Task prompt:
Please return the data that follows precisely as written, but without the images.

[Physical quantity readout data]
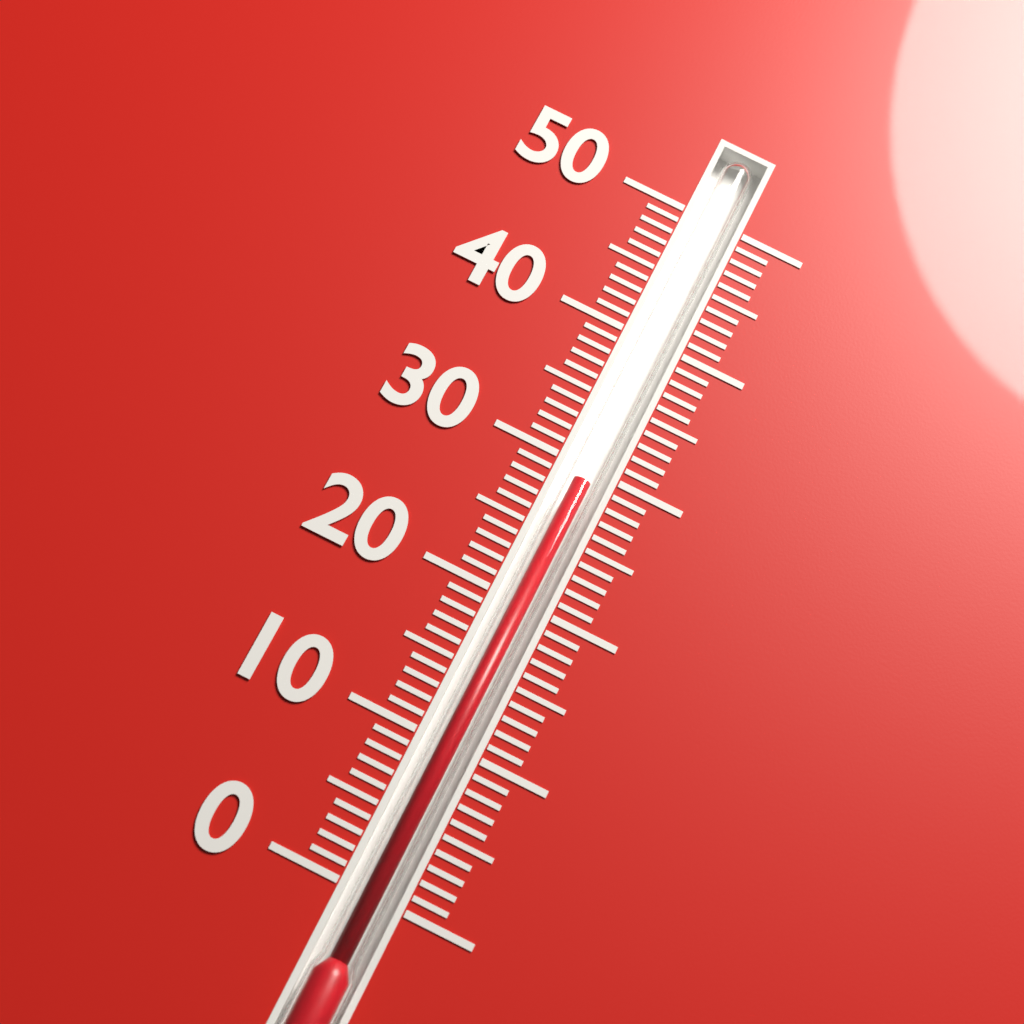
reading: 29 (no unit)
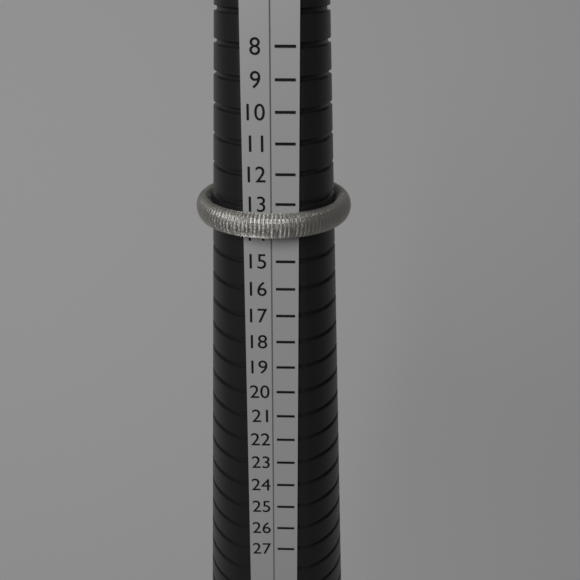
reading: 14 (no unit)
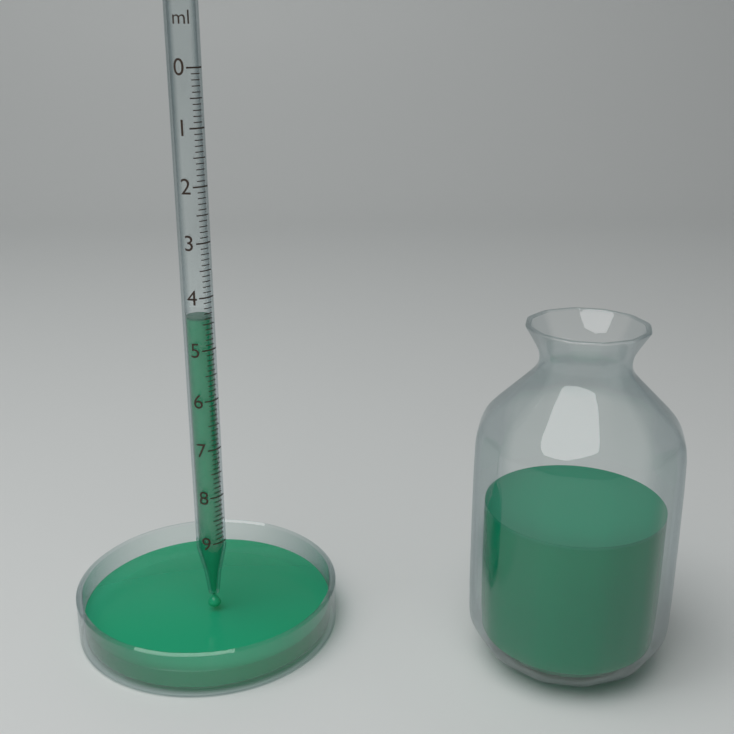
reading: 4.4 ml
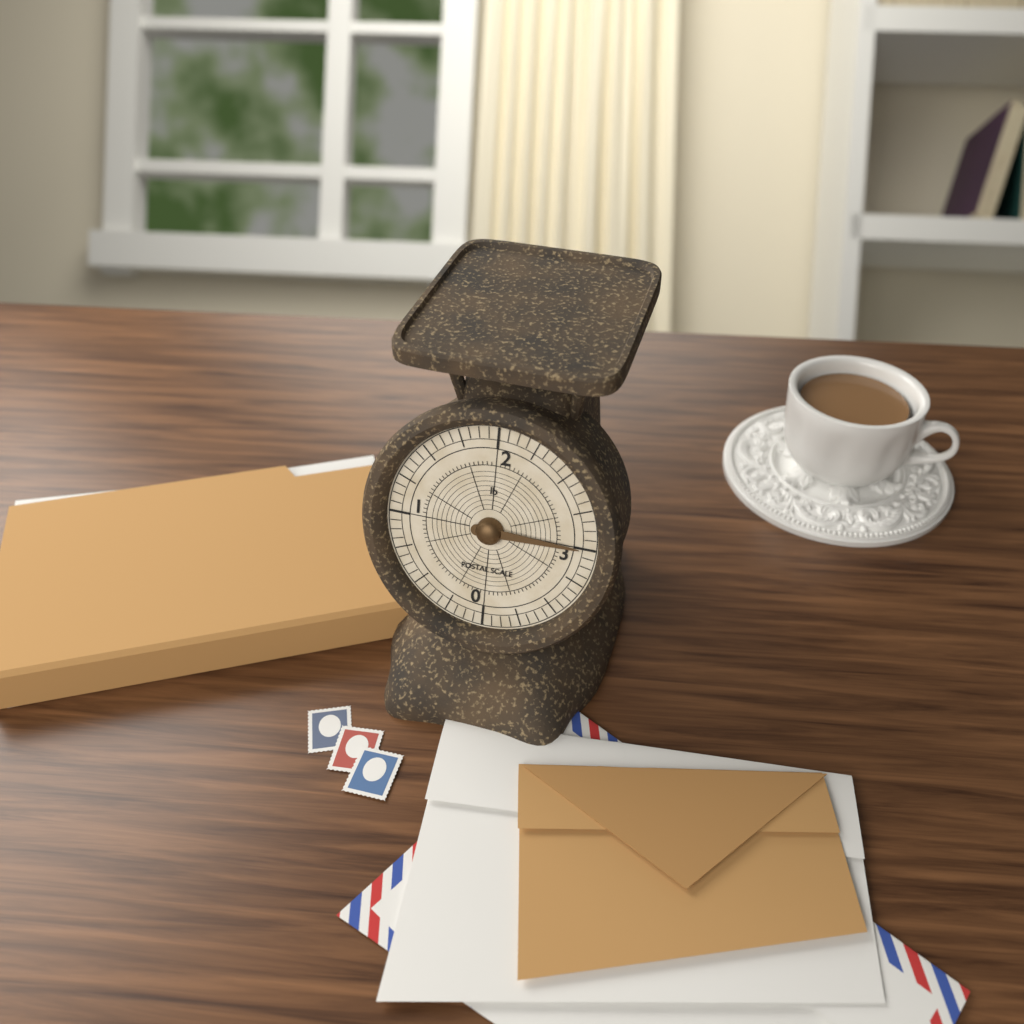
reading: 3.0000 lb
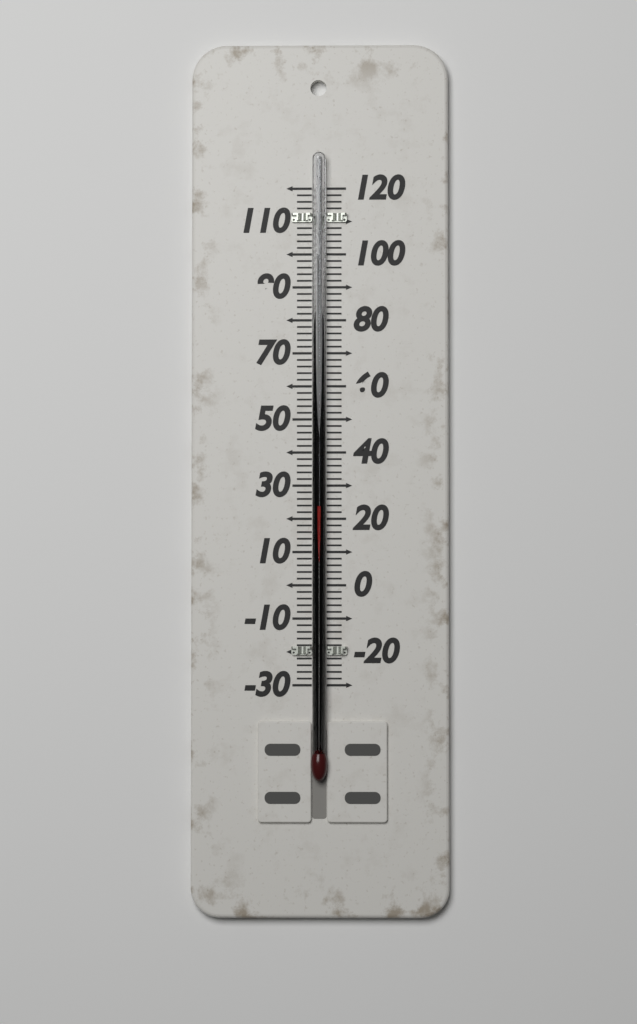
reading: 24 (no unit)
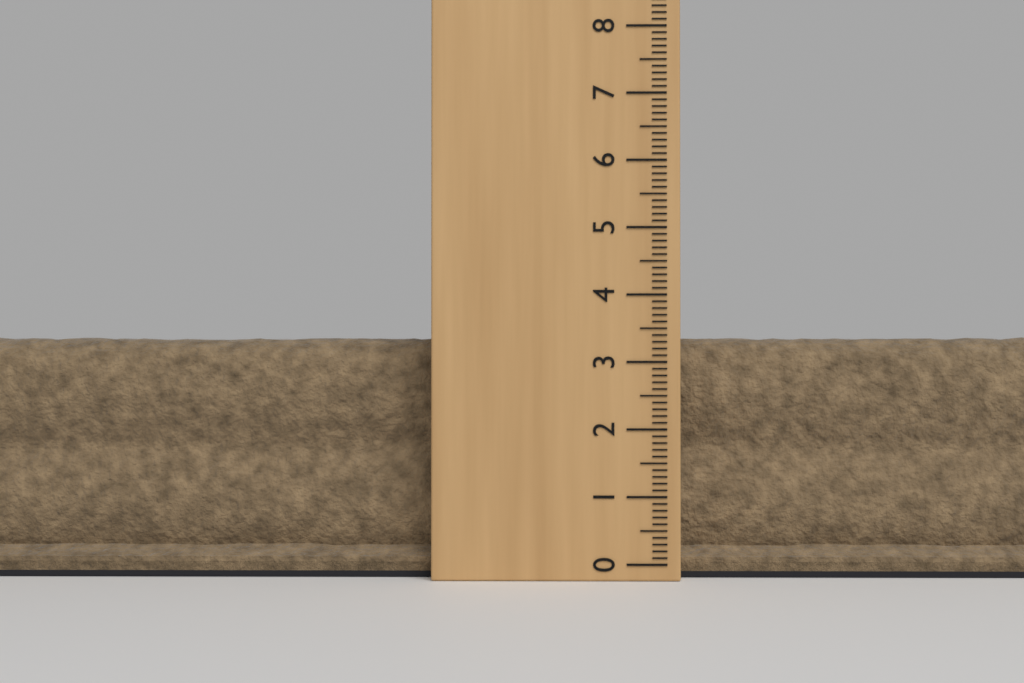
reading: 3.4 (no unit)
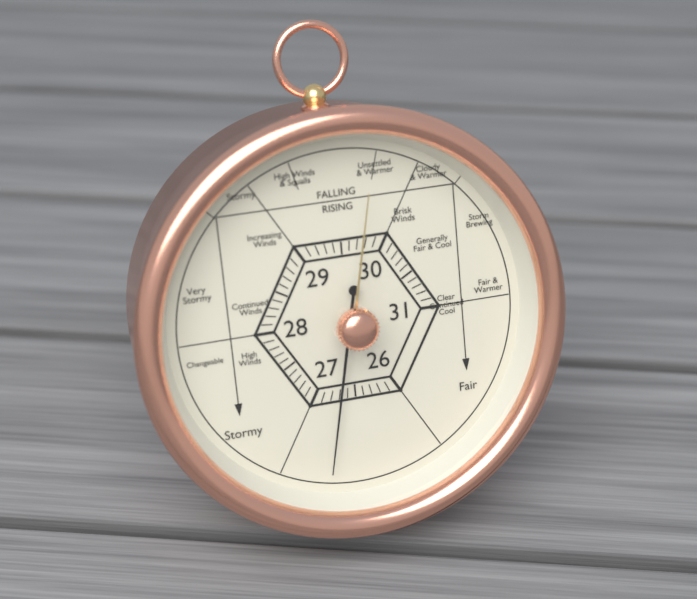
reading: 26.7 (no unit)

Solved exercise:
reading: 29 (no unit)
reading: 14 (no unit)
reading: 4.4 ml
reading: 3.0000 lb
reading: 24 (no unit)
reading: 3.4 (no unit)
reading: 26.7 (no unit)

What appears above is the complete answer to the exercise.